The report, which tracks electricity connections delivered through World Bank Group-financed operations between July 1, 2023, and April 30, 2026, revealed that 40 African countries have benefited from 85 electricity access projects, bringing power to homes, businesses, schools, and health facilities across the continent.
However, the report also exposed persistent gaps in Africa’s electrification efforts, showing that eight countries are yet to record a single new electricity connection under the programme despite ongoing or approved projects.
World Bank Group and other development partners, seek to provide electricity access to 300 million Africans by 2030, tackling one of the continent’s most pressing development challenges.
“In Tanzania, for example, 7.5 million people have gained access to power under Mission 300, a five-fold increase in the average annual pace of electrification prior to the initiative, driven by increased financing and growing policy momentum” said the report.
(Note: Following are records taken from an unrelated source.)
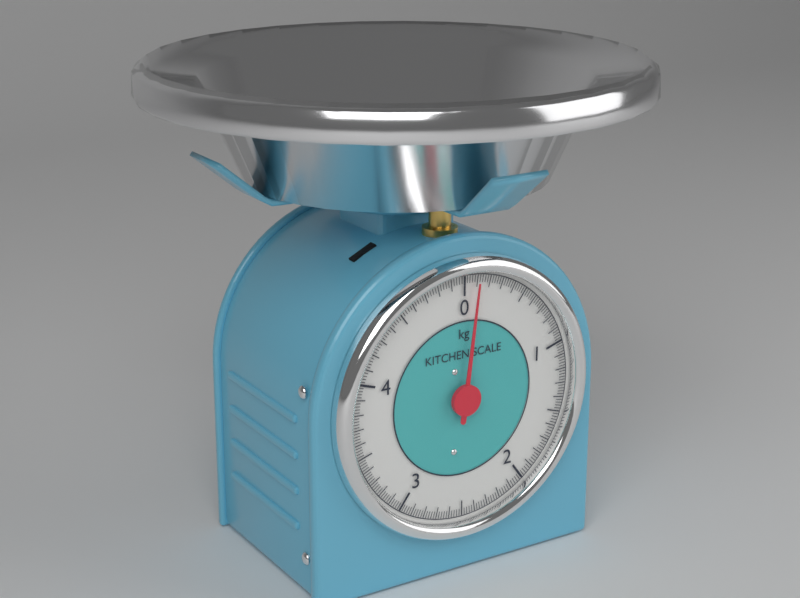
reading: 0.10 kg
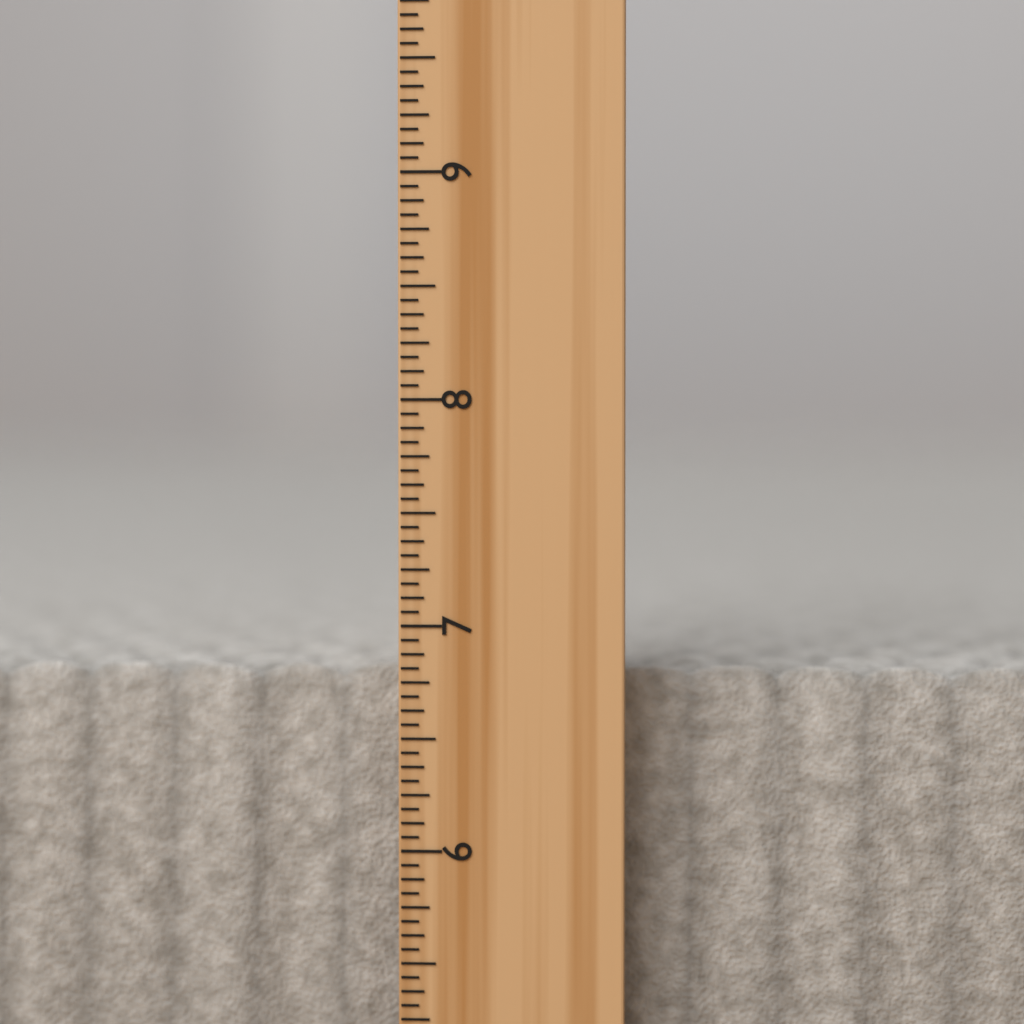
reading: 6.8125 inch
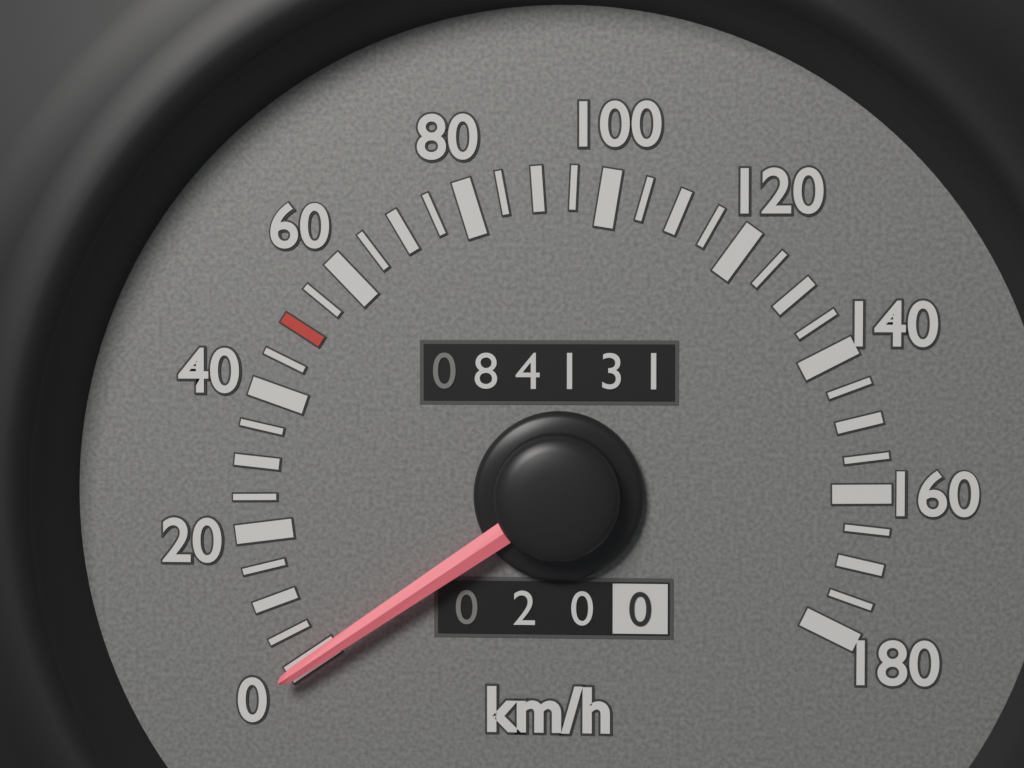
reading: 0 km/h
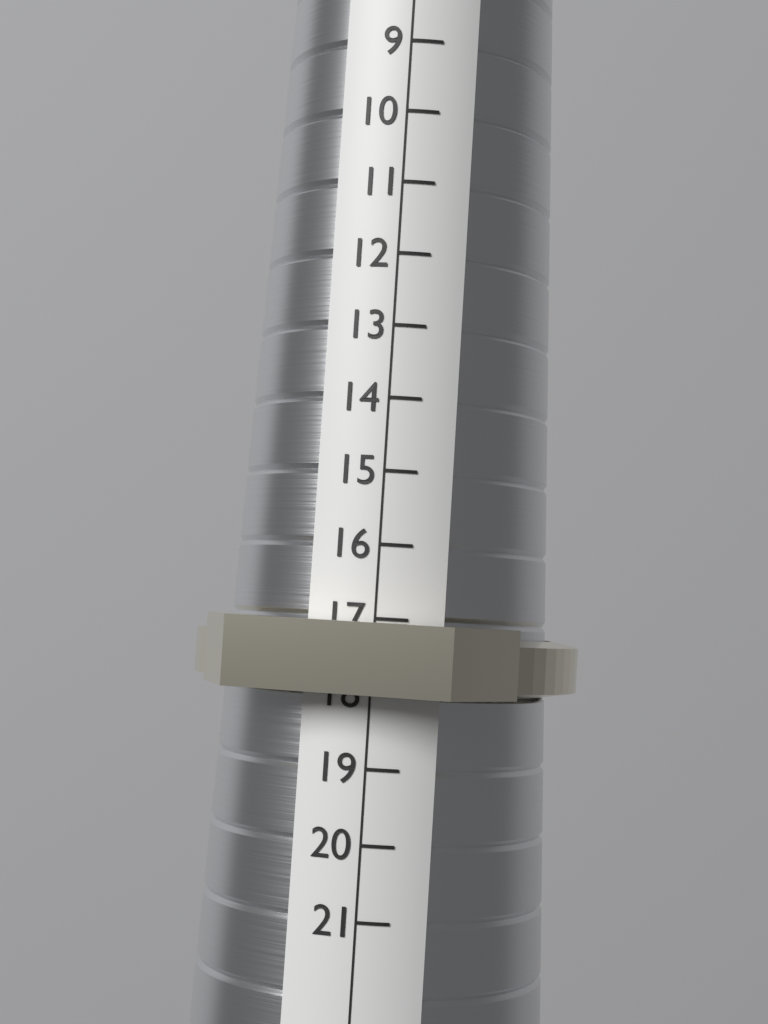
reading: 18 (no unit)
“In Ethiopia, 4.6 million people have been connected, supported by reforms that made grid connections more affordable. 50 million people connected is a milestone, but the bigger story is the pace and the partnership behind it.
“Mission 300 is helping countries move faster, connect more people, and build a platform that will last well beyond this effort, which others can use, build on, and scale for years to come. At the end of the day, electricity is not just about power. It is about what it enables: jobs, business, health care, education, and opportunity,” the President of the World Bank Group, Ajay Banga, was quoted as saying.